Happy New Year! I hope that all readers of the Helensville Community News have had a great start to 2024.
I am enjoying being back at work now, after travelling post-Christmas to visit extended family in South East Asia.
I had visited Singapore and other nations in that region many times since I first joined the Navy but that was more than 20 years ago now.
Every city that I visited is much changed since that time but I wonder if the same can truthfully be said of NZ (in a uniformly good way) in the intervening couple of decades.
I certainly couldn’t help but feel as though residents of those cities have seen a lot more progress than northwest Auckland ever has. There is more planning evident in Singapore’s airport alone, for example, than in all of Auckland ... and certainly in northwest Auckland.
While I was not travelling for work purposes, naturally I was taking mental notes about things that they do well overseas that we do poorly at home in terms of planning, transport systems etc. It would be impossible for any of us not to make those kinds of comparisons, I suspect.
Of course this is not to say that New Zealand is not an exceptional country. I’m genuine when I say that I think we have the best little country on earth.
But, if we are honest with ourselves, much of the charm here lies in our natural advantages, rather than the result of any good planning or policies implemented by central government. Indeed, you could make a case that New Zealand remains a pretty good place to live despite, not because of, the efforts of government actors (whether elected officials or agencies) in the recent past.
States like Singapore seem to have a very permissive regime when it comes to allowing the private sector get on and build commercially, albeit within very well-defined parameters of planning and land use.
In New Zealand, by contrast, often we have these things the wrong way around: very loose notions about what can be done in different areas, and then we make it hard for people to do it. The worst of both worlds!
If you don’t believe me, look out of the window while sitting in Kumeu or wherever else you may be reading this column. I bet you are not much more than a stone’s throw away from gridlocked traffic in an area of ad hoc growth.
In making arguments for northwest Auckland to get a better deal on transport, I realise that we are not about to get Singapore’s mass rapid transit system; population density is an obvious point of difference.
But we can at least get much better than we have now, surely. The first full year of the new government has now begun; wish me luck!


• Exercise instructions: Restate, exactly as written, the entries below from the line that holds "Enumerate this screenshot's" through the line that holds "Read all visible content and emit it as JSON.". Pictures are not part of the copy.

________________

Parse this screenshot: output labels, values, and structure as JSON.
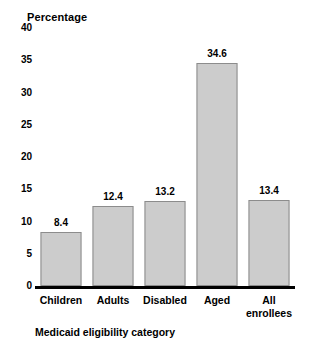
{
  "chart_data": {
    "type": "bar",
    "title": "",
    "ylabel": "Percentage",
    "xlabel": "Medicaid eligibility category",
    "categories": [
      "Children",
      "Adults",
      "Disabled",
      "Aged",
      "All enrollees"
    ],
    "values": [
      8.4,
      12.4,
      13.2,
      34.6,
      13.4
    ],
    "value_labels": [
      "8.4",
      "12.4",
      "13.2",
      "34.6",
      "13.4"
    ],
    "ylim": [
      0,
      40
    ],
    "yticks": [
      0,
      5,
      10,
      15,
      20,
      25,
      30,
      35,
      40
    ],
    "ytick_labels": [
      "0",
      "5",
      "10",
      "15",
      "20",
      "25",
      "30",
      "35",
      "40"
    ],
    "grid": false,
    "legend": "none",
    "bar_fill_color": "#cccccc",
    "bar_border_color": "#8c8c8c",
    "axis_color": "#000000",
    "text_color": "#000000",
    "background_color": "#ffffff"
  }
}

________________

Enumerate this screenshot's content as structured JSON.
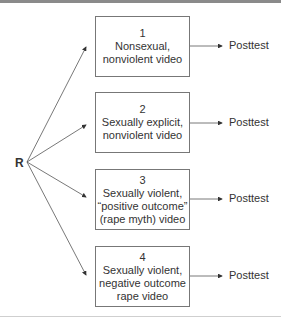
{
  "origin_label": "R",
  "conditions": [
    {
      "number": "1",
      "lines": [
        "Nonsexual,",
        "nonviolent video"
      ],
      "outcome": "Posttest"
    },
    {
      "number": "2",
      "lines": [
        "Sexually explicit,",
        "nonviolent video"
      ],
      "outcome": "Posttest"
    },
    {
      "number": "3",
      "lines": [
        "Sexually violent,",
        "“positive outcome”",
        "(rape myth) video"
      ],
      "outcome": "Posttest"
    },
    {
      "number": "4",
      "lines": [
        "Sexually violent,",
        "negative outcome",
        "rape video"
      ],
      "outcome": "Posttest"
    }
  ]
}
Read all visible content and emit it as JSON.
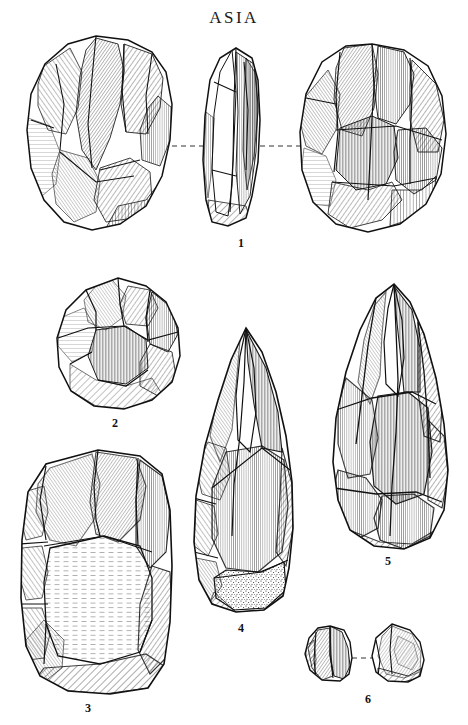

________________

• Exercise output:
Enumerate this screenshot's content as structured JSON.
{
  "origin_label": "R",
  "conditions": [
    {
      "number": "1",
      "lines": [
        "Nonsexual,",
        "nonviolent video"
      ],
      "outcome": "Posttest"
    },
    {
      "number": "2",
      "lines": [
        "Sexually explicit,",
        "nonviolent video"
      ],
      "outcome": "Posttest"
    },
    {
      "number": "3",
      "lines": [
        "Sexually violent,",
        "“positive outcome”",
        "(rape myth) video"
      ],
      "outcome": "Posttest"
    },
    {
      "number": "4",
      "lines": [
        "Sexually violent,",
        "negative outcome",
        "rape video"
      ],
      "outcome": "Posttest"
    }
  ]
}
Read all visible content and emit it as JSON.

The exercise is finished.